The Martin Luther King Jr. Outpatient Center, formerly known as Martin Luther King Jr. Multi-Service Ambulatory Care Center, Martin Luther King Jr./Drew Medical Center (King/Drew), and later Martin Luther King Jr.–Harbor Hospital (MLK–Harbor or King–Harbor), was a public urgent care center and outpatient clinic and former hospital in Willowbrook, an unincorporated section of Los Angeles ...
It covers the City of Long Beach and southern Los Angeles County in California, with its headquarters in Lakewood. In 1986, Los Angeles Archbishop Roger Mahony divided the archdiocese into five pastoral regions to make church leaders more accessible to parishioners. [1] This pastoral region is divided into four deaneries. [2]
LA General Medical Center station is a busway station located in the Boyle Heights neighborhood of Los Angeles, California. It is situated between Union Station and Cal State LA station on the El Monte Busway. The station is served by two bus rapid transit routes: the J Line, operated by Metro and the Silver Streak, operated by Foothill Transit.

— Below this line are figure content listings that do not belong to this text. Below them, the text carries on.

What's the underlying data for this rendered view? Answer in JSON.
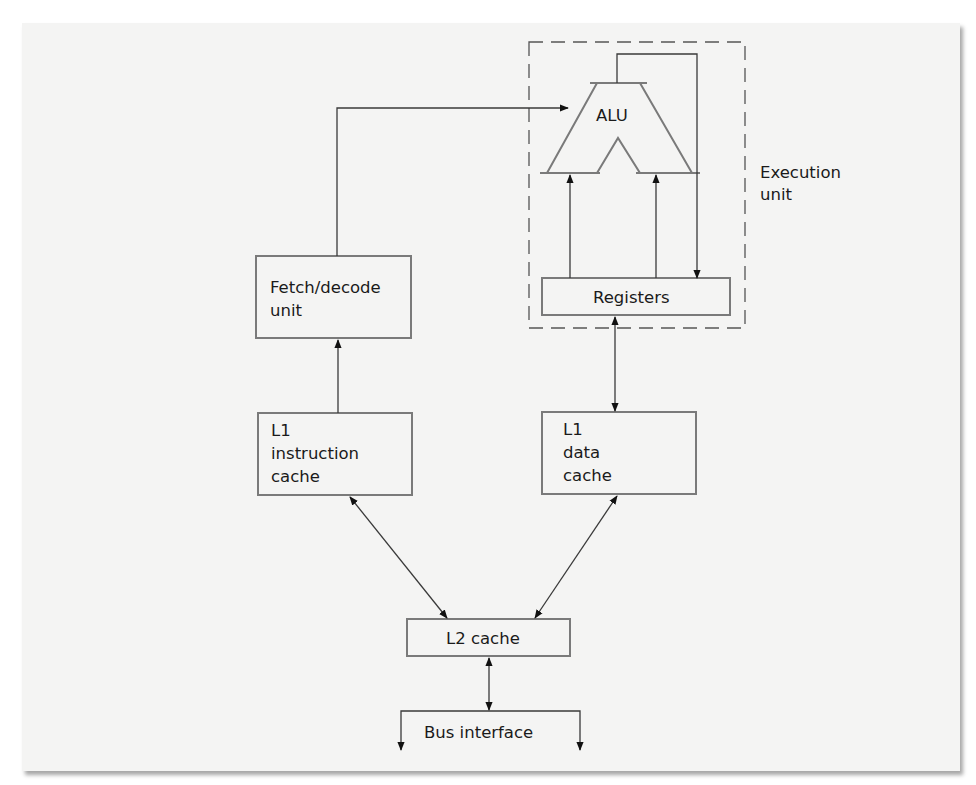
{
  "diagram": {
    "title": "",
    "nodes": {
      "alu": {
        "label": "ALU"
      },
      "execution_unit": {
        "line1": "Execution",
        "line2": "unit"
      },
      "registers": {
        "label": "Registers"
      },
      "fetch_decode": {
        "line1": "Fetch/decode",
        "line2": "unit"
      },
      "l1_instruction": {
        "line1": "L1",
        "line2": "instruction",
        "line3": "cache"
      },
      "l1_data": {
        "line1": "L1",
        "line2": "data",
        "line3": "cache"
      },
      "l2_cache": {
        "label": "L2 cache"
      },
      "bus_interface": {
        "label": "Bus interface"
      }
    },
    "edges": [
      {
        "from": "fetch_decode",
        "to": "alu",
        "type": "directed"
      },
      {
        "from": "registers",
        "to": "alu",
        "type": "directed",
        "note": "left input"
      },
      {
        "from": "registers",
        "to": "alu",
        "type": "directed",
        "note": "right input"
      },
      {
        "from": "alu",
        "to": "registers",
        "type": "directed",
        "note": "result feedback"
      },
      {
        "from": "l1_instruction",
        "to": "fetch_decode",
        "type": "directed"
      },
      {
        "from": "registers",
        "to": "l1_data",
        "type": "bidirectional"
      },
      {
        "from": "l1_instruction",
        "to": "l2_cache",
        "type": "bidirectional"
      },
      {
        "from": "l1_data",
        "to": "l2_cache",
        "type": "bidirectional"
      },
      {
        "from": "l2_cache",
        "to": "bus_interface",
        "type": "bidirectional"
      }
    ],
    "colors": {
      "page": "#f4f4f3",
      "box_stroke": "#7a7a7a",
      "line": "#3a3a3a",
      "text": "#1a1a1a"
    }
  }
}
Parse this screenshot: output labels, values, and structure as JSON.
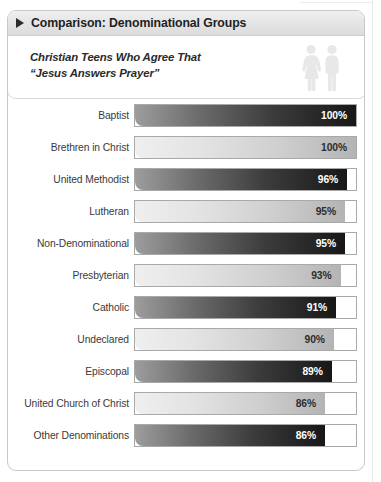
{
  "header": {
    "title": "Comparison: Denominational Groups",
    "marker_icon": "triangle-right-icon"
  },
  "subtitle": {
    "line1": "Christian Teens Who Agree That",
    "line2": "“Jesus Answers Prayer”",
    "text": "Christian Teens Who Agree That\n“Jesus Answers Prayer”",
    "icon": "two-people-icon"
  },
  "colors": {
    "card_border": "#c8c8c8",
    "header_bg": "#e4e4e4",
    "bar_dark_start": "#9d9d9d",
    "bar_dark_end": "#171717",
    "bar_light_start": "#efefef",
    "bar_light_end": "#b4b4b4",
    "track_border": "#a9a9a9",
    "label_text": "#3a3a3a"
  },
  "chart_data": {
    "type": "bar",
    "title": "Comparison: Denominational Groups",
    "subtitle": "Christian Teens Who Agree That “Jesus Answers Prayer”",
    "orientation": "horizontal",
    "xlabel": "",
    "ylabel": "",
    "xlim": [
      0,
      100
    ],
    "grid": false,
    "legend": null,
    "unit": "%",
    "categories": [
      "Baptist",
      "Brethren in Christ",
      "United Methodist",
      "Lutheran",
      "Non-Denominational",
      "Presbyterian",
      "Catholic",
      "Undeclared",
      "Episcopal",
      "United Church of Christ",
      "Other Denominations"
    ],
    "values": [
      100,
      100,
      96,
      95,
      95,
      93,
      91,
      90,
      89,
      86,
      86
    ],
    "value_labels": [
      "100%",
      "100%",
      "96%",
      "95%",
      "95%",
      "93%",
      "91%",
      "90%",
      "89%",
      "86%",
      "86%"
    ],
    "bar_styles": [
      "dark",
      "light",
      "dark",
      "light",
      "dark",
      "light",
      "dark",
      "light",
      "dark",
      "light",
      "dark"
    ],
    "rows": [
      {
        "label": "Baptist",
        "value": 100,
        "value_label": "100%",
        "style": "dark"
      },
      {
        "label": "Brethren in Christ",
        "value": 100,
        "value_label": "100%",
        "style": "light"
      },
      {
        "label": "United Methodist",
        "value": 96,
        "value_label": "96%",
        "style": "dark"
      },
      {
        "label": "Lutheran",
        "value": 95,
        "value_label": "95%",
        "style": "light"
      },
      {
        "label": "Non-Denominational",
        "value": 95,
        "value_label": "95%",
        "style": "dark"
      },
      {
        "label": "Presbyterian",
        "value": 93,
        "value_label": "93%",
        "style": "light"
      },
      {
        "label": "Catholic",
        "value": 91,
        "value_label": "91%",
        "style": "dark"
      },
      {
        "label": "Undeclared",
        "value": 90,
        "value_label": "90%",
        "style": "light"
      },
      {
        "label": "Episcopal",
        "value": 89,
        "value_label": "89%",
        "style": "dark"
      },
      {
        "label": "United Church of Christ",
        "value": 86,
        "value_label": "86%",
        "style": "light"
      },
      {
        "label": "Other Denominations",
        "value": 86,
        "value_label": "86%",
        "style": "dark"
      }
    ]
  }
}
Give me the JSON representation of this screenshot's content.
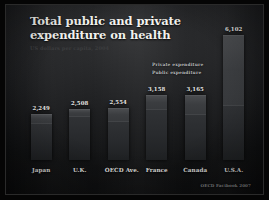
{
  "slide": {
    "title_line_1": "Total public and private",
    "title_line_2": "expenditure on health",
    "subtitle": "US dollars per capita, 2004",
    "source": "OECD Factbook 2007"
  },
  "legend": {
    "private_label": "Private expenditure",
    "public_label": "Public expenditure"
  },
  "colors": {
    "background": "#0d0e0f",
    "title_text": "#f2f2ee",
    "private_segment": "#4a4c4f",
    "public_segment": "#2b2d30",
    "label_text": "#e4e4e1"
  },
  "chart_data": {
    "type": "bar",
    "title": "Total public and private expenditure on health",
    "subtitle": "US dollars per capita, 2004",
    "xlabel": "",
    "ylabel": "",
    "ylim": [
      0,
      6500
    ],
    "grid": false,
    "legend_position": "inside-top-right",
    "stacked": true,
    "categories": [
      "Japan",
      "U.K.",
      "OECD Ave.",
      "France",
      "Canada",
      "U.S.A."
    ],
    "totals": [
      "2,249",
      "2,508",
      "2,554",
      "3,158",
      "3,165",
      "6,102"
    ],
    "total_values": [
      2249,
      2508,
      2554,
      3158,
      3165,
      6102
    ],
    "series": [
      {
        "name": "Public expenditure",
        "values": [
          1800,
          2150,
          1900,
          2500,
          2250,
          2700
        ]
      },
      {
        "name": "Private expenditure",
        "values": [
          449,
          358,
          654,
          658,
          915,
          3402
        ]
      }
    ],
    "source": "OECD Factbook 2007"
  },
  "bars": [
    {
      "category": "Japan",
      "total_label": "2,249",
      "height_pct": 36.9,
      "public_pct": 80.0,
      "private_pct": 20.0
    },
    {
      "category": "U.K.",
      "total_label": "2,508",
      "height_pct": 41.1,
      "public_pct": 85.7,
      "private_pct": 14.3
    },
    {
      "category": "OECD Ave.",
      "total_label": "2,554",
      "height_pct": 41.9,
      "public_pct": 74.4,
      "private_pct": 25.6
    },
    {
      "category": "France",
      "total_label": "3,158",
      "height_pct": 51.8,
      "public_pct": 79.2,
      "private_pct": 20.8
    },
    {
      "category": "Canada",
      "total_label": "3,165",
      "height_pct": 51.9,
      "public_pct": 71.1,
      "private_pct": 28.9
    },
    {
      "category": "U.S.A.",
      "total_label": "6,102",
      "height_pct": 100.0,
      "public_pct": 44.3,
      "private_pct": 55.7
    }
  ]
}
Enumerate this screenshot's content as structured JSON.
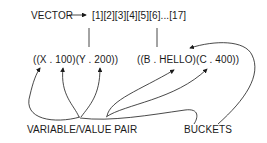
{
  "diagram": {
    "vector_label": "VECTOR",
    "vector_slots": "[1][2][3][4][5][6]...[17]",
    "bucket_1": "((X . 100)(Y . 200))",
    "bucket_2": "((B . HELLO)(C . 400))",
    "label_pair": "VARIABLE/VALUE PAIR",
    "label_buckets": "BUCKETS",
    "colors": {
      "ink": "#1a1a1a",
      "background": "#ffffff"
    }
  }
}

Sixth Street in Los Angeles. By 1902, CHMC turned into the largest and best-equipped physician-owned hospital west of Chicago and less than 25 years later, CHMC's old frame buildings were replaced by a more modern nine-story brick building, resulting in another famous "first" – it was the first fireproof hospital in Los Angeles.
Catholic Charities, a nonprofit organization connected to the Archdiocese of Los Angeles, filed a lawsuit against the city in 2023, saying it had wrongly been denied permission to tear down the ...
The closure of Martin Luther King Jr. Multi-Service Ambulatory Care Center in 2007, due to revocation of federal funding after the hospital failed a comprehensive review by the U.S. Centers for Medicare and Medicaid Services, had immediate ramifications in the South Los Angeles area, which was left without a major hospital providing indigent care.
Linda Vista Community Hospital is a former hospital located at 610-30 South St. Louis Street in Los Angeles, California, United States, in the Boyle Heights neighborhood. The hospital was originally constructed for employees of the Santa Fe Railroad and called the Santa Fe Coast Lines Hospital.